In the last couple of months I started building websites for the school my children go to and for a club I'm a member of, etc.

I want to take this Drupal-development to the next level and become a Drupal pro! All the information on this and other sites is a bit overwhelming and I'm looking for a way to do this as efficiently as possible.

Do you have any advice on how to get started and keep on moving?

P.S. I'm not lazy and understand that it takes lots of time to really get to pro-status, I just want to loose as little time as possible!

Thanks in advance!

more info needed [I'm using this title a lot lately]

rernst - April 10, 2008 - 00:54

You haven't told us your skillset, your background: things in general that might be relevent.

In general: dive in. Push your limits. Try different things. Follow threads and discussions. Watch, and listen. Help people with their problems (especially newbies).

Drupal is large and complex. Such systems are overwhelming. Try tackling them one piece at a time. I know it can be overwhelming, but that's the price you pay for power. Just keep reading, keep working, and don't get discouraged.

Start with themes

berenErchamion - April 10, 2008 - 01:26

I would suggest starting with themes - you'll need some HTML and CSS skills to start with. Themes are a good starting point because you get to know the basics for how drupal works with respect to putting information on a page. That's how I started. I wrote a series of articles too.
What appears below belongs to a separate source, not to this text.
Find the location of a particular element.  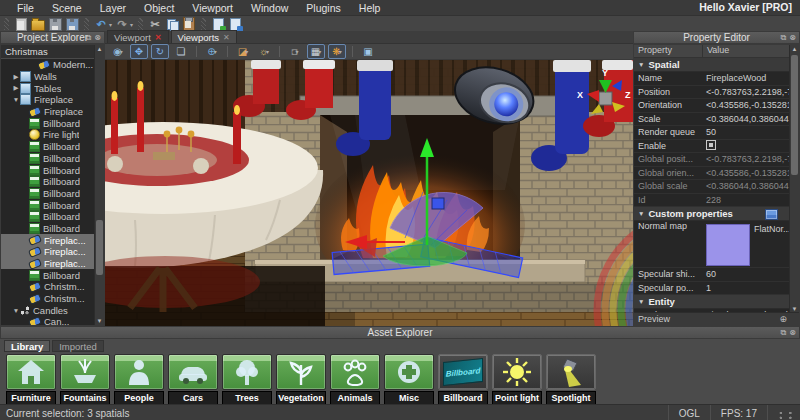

This is the first of my articles:

http://tarnaeluin.wordpress.com/2007/11/16/working-with-drupal-themes-pt...

Its a shamleess plug - but I don't have ads either so I'm not making any money off it :-)

The articles cover the basics and most importantly point you to Drupal.org's excellent tutorial and also point out tools and thing I learned.

I've also been following up with Drupal 6 information too.

Once you get themes down I would start to look into modules like CCK, panels, and views. These will show you how Drupal's back-end is working and then you can start to think about your own modules.

Going this route also lets you ramp up on PHP as well. PHP isn't hard, but all these things are a lot to absorb and I think the path I described is the easiest for the non-programmer.

beren erchamion
http://tarnaeluin.wordpress.com/

Shameless plugging

maccnl - April 10, 2008 - 04:18

Your tutorials look nice. I'm certainly going to read them. Thanks.

Thanks for the input

maccnl - April 10, 2008 - 04:16

I know my way around HTML and CSS. I know how to use JavaScript. I've 'seen' some PHP and am no PHP-programmer at all, but understand the basics. Some time ago I learned Java programming, so a programming language doesn't scare me...

I also built some themes, but more or less in a change-a-thing-and-see-what-it-does-than-change-some-things-and-check-those-out-way.